I had no clue that was the case so I did investigate (it doesn't mean I didn't trust what you wrote, I had to know more) and I found this: https://www-heise-de.translate.goog...sl=auto&_x_tr_tl=en&_x_tr_hl=en&_x_tr_pto=nuiIt appears Cinebench uses Intel Embree and I can see that it is currently not optimised properly for Apple M1 (or aarch64 for that matter).
Maxon confirmed to us that the ARM versions of Cinema 4D (R23) and Cinebench R23 use an ARM port from Embree 3.11.
They claim an 8% speed improvement (that might not fully translate to an 8% score increase in Cinebench depending on how much time is spent in Embree code). That's almost worth one year of hardware improvements.It is clear from this git pull request that the Open Source Apple support team is testing new code paths.

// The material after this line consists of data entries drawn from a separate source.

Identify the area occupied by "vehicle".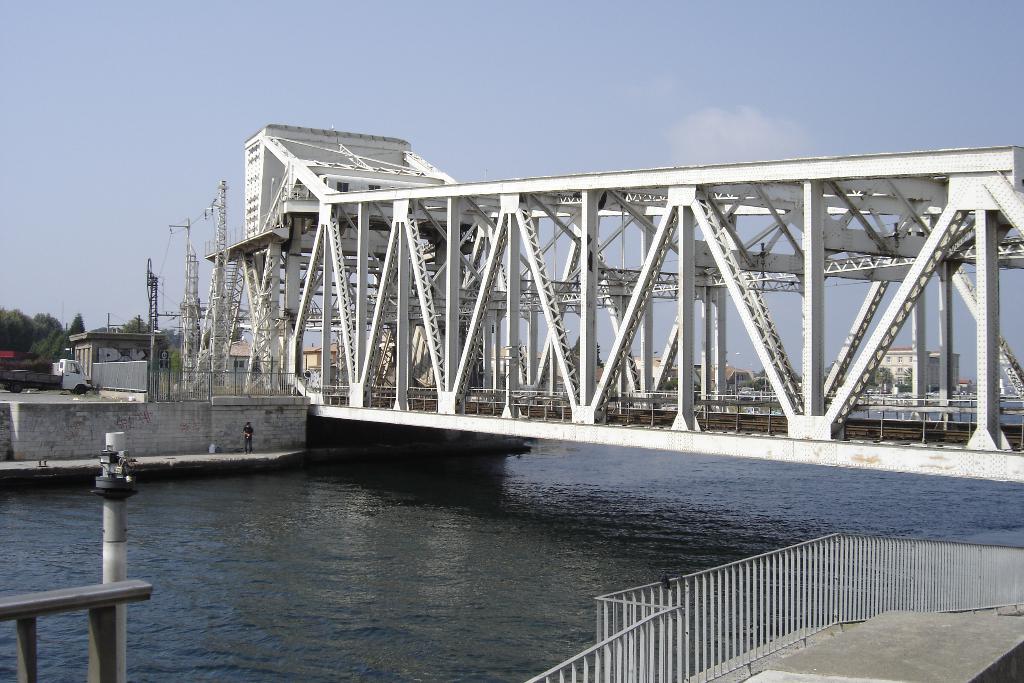
Area: locate(71, 167, 999, 506).
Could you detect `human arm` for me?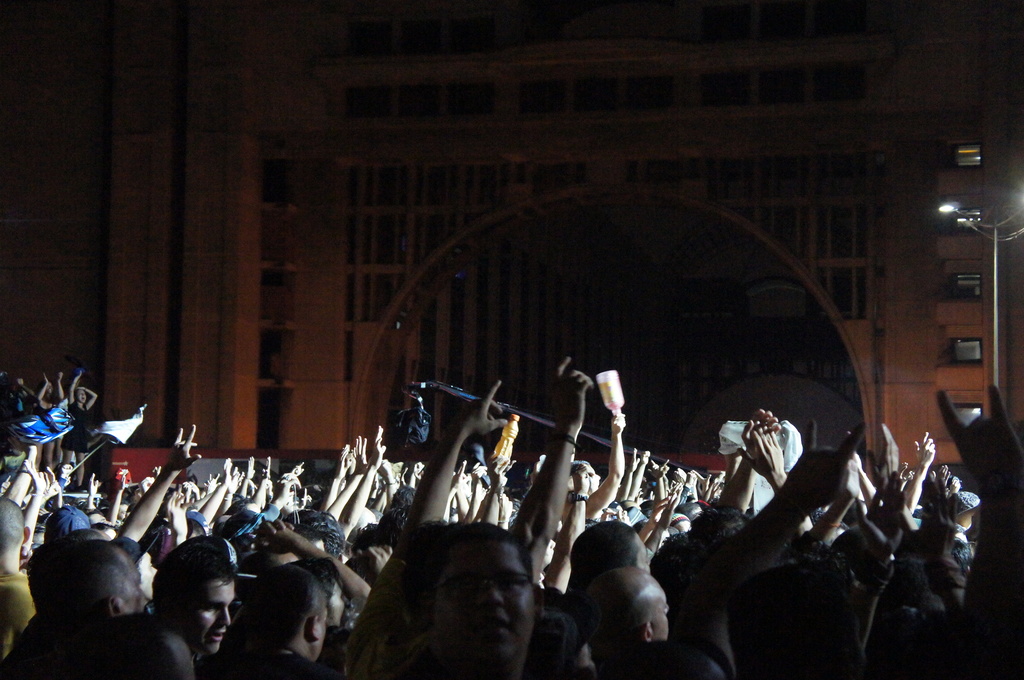
Detection result: left=79, top=385, right=95, bottom=409.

That's unavoidable and I wouldn't blame Intel for that. Apple and other Arm houses still have a lot of work to do to port and tune software.So we are looking at x86 Intel heavily optimised ray tracing kernels made and maintained by ... well, Intel.
I definitely agree. Such comparisons should at least mention it.I would honestly disregard Cinebench as a legitimate benchmark for now when comparing across different architectures like aarch64 and x86.
It is clear they are not doing the same computational workload to render the scene.